Despite more than a century of studies, the origin and effects of mental fatigue are still under debate in the research community. Mental fatigue is associated with reduced effort on demanding tasks, causing performance and efficiency to decline. Researchers in the Wm Michael Barnes ’64 Department of Industrial and Systems Engineering at Texas A&M University, in collaboration with the Department of Psychological and Brain Sciences and the Department of Engineering Technology and Industrial Distribution, are working to develop a mathematical way to investigate the impact of mental fatigue on effort exertion and decision-making.

Industrial and systems professor Dr. Alfredo Garcia directs this research and works with doctoral student Zhide Wang. Wang said one obstacle in researching mental fatigue is its subjectivity — its effects and symptoms can vary widely across different people. He said a better understanding of mental fatigue’s influence could have both academic and economic impacts as a building block of psychological research.

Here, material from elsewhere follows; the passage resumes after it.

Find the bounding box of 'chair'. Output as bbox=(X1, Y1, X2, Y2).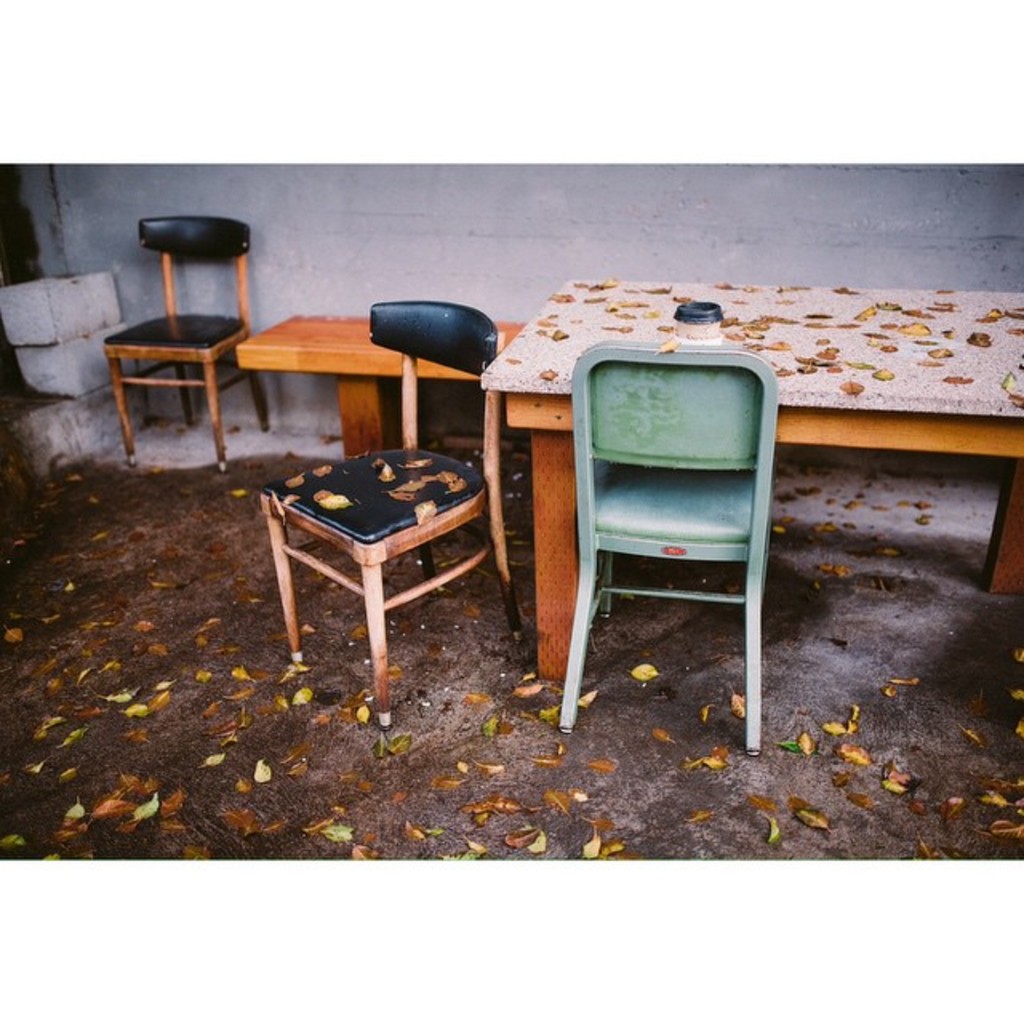
bbox=(256, 298, 528, 726).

“Insights about mental fatigue may help explain why people sometimes get bored or distracted in a short time, but in other cases, people can maintain a state of high efficiency without feeling tired,” Wang said. “On the economic side, understanding the mechanism of mental fatigue may help improve the overall efficiency of a system.”

Wang’s model is unique from existing ones because it adopts a framework that relates mental fatigue to the value of decision-making — the perceived value of deciding to complete a task. The researchers hypothesized that mental fatigue discounts the value of a task, making that task not as attractive, which explains why people tend to quit when tired. 

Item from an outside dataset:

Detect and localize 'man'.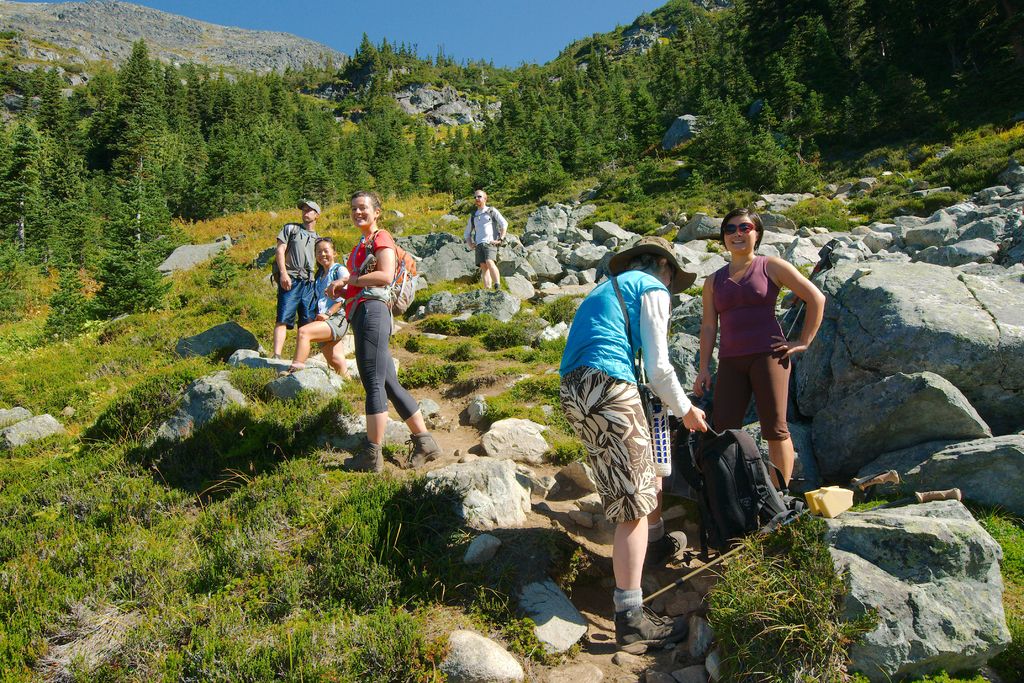
Localized at l=462, t=188, r=510, b=292.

“We proposed a method to determine the value of the task from the subjects’ behaviors and decisions,” Wang said. “Our model embraced the nature of mental fatigue, treating objective measurements as an indicator of subjective fatigue rather than treating the measurement as mental fatigue itself.”

One unexpected observation during the research was a phenomenon Wang called a “learning effect.” When subjects faced a difficult task, their ability to master it through multiple rounds of practice gradually helped increase the task performance regardless of the subject’s mental fatigue over time. These observations urged Wang’s team to revise and refresh their approach for a better and more comprehensive understanding of mental fatigue.

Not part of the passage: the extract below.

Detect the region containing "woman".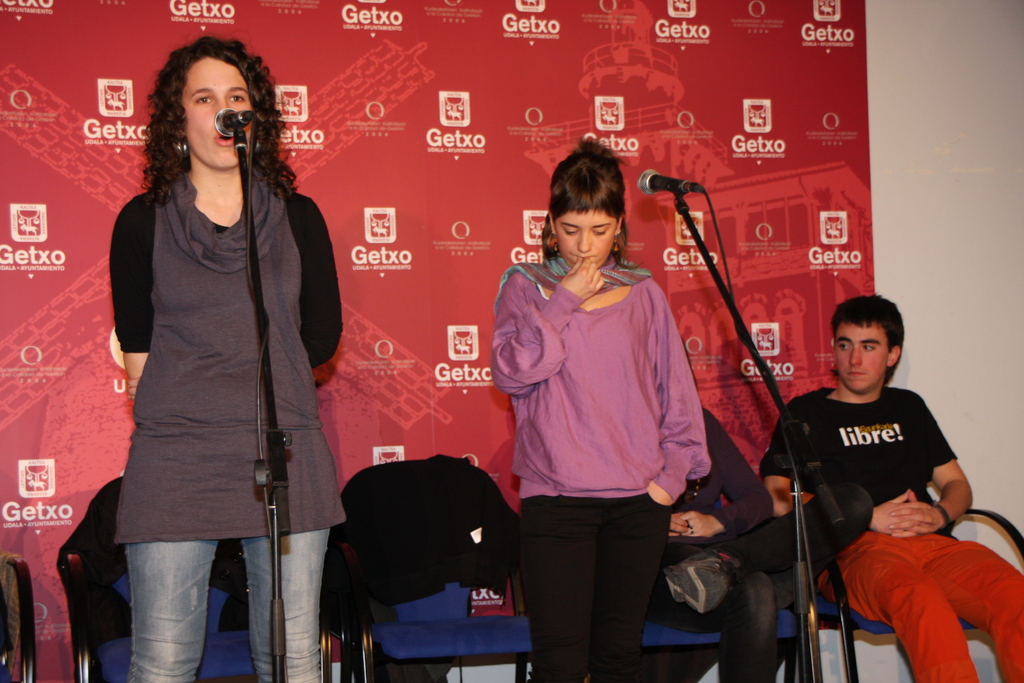
rect(108, 35, 348, 682).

“We can peek into the difficulties faced by mental fatigue researchers,” Wang said. “In addition to mental fatigue, many hidden, unobservable factors may be responsible for human decision-making, and those factors may be highly heterogeneous among people and hard to control.”

The team published their findings recently in the American Psychological Association’s journal Psychological Review. Wang said the next goal is to apply the theory and methods by conducting a series of experiments to examine the validity of the proposed model.

“This work results from a close collaboration between engineering experts and psychologists,” Wang said. “I appreciate my team members for being open to new ideas from different domains and contributing in their own unique ways. The willingness of different communities to talk to each other pushed the project forward and made courageous exploration in the study of mental fatigue.”